The lack of clothing size standardization has led to a host of problems. The first of which is “vanity sizing“, or the practice by which the same numerical size has become physically larger over the years. As noted in the linked article, this problem affects men’s clothing as well as women’s, though not to the same degree yet. (However, it’s widespread enough that this very male blogger has, at least once in the past, noticed he fit in size 38 pants just the same as a completely different pair of size 40 pants by a different manufacturer). This lack of standardization is the whole reason we even have abominations like size 0 and size 00 (at least here in the US, and in the UK). Any sane clothing sizing system should not need to have sizes at or below zero, as Ellen DeGeneres said much more eloquently and humorously on her show (1:40 to 2:15 or so). (BTW, that whole clip is worth watching, that 35-second clip is just the most relevant to my point.)
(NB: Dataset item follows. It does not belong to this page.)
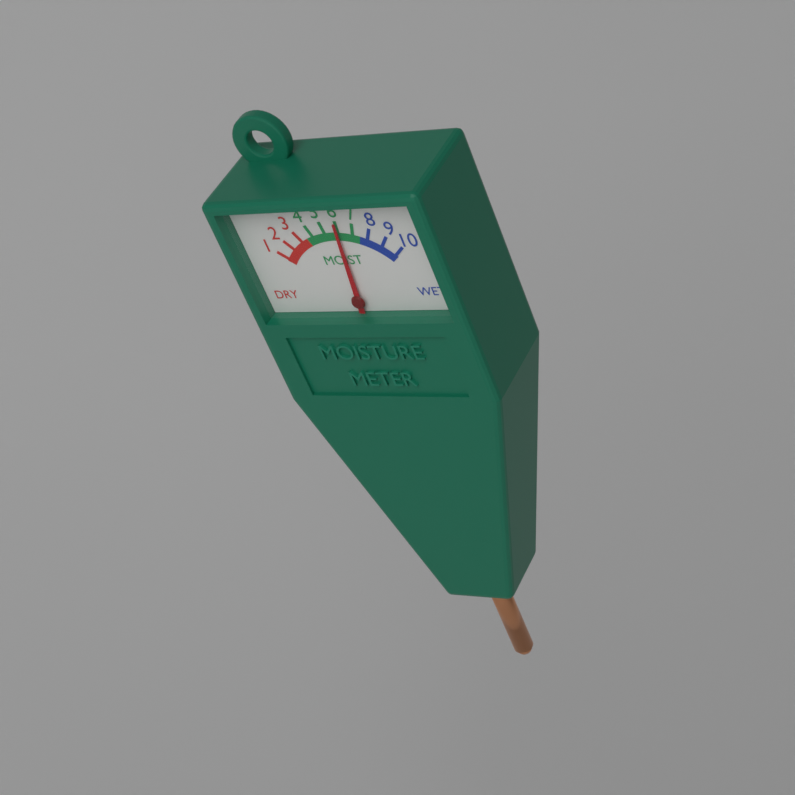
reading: 6 (no unit)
To be completely fair about it, Abercrombie & Fitch isn’t the only retailer or clothing manufacturer responsible for our current slate of young women and girls (and maybe even some young men and boys) with body image problems. But the concept that “you must fit into size 10 or smaller to be this cool” combined with the lack of standardization which allows A&F’s size 10 to be what a size 8 or 6 might be elsewhere is certainly not helping. While the backlash against A&F is justified, the madness won’t stop until at least two things happen: clothing sizes are standardized and clothing manufacturers who discriminate based on body size are held accountable by a customer base that deems this practice unacceptable as a group. There’s more to it than that, of course, but if I tried to be comprehensive in just one post I’d never finish it. So at some point I will probably revisit this topic; it is not something anyone can cover comprehensively in one blog post of reasonable length or even a week-long series of posts.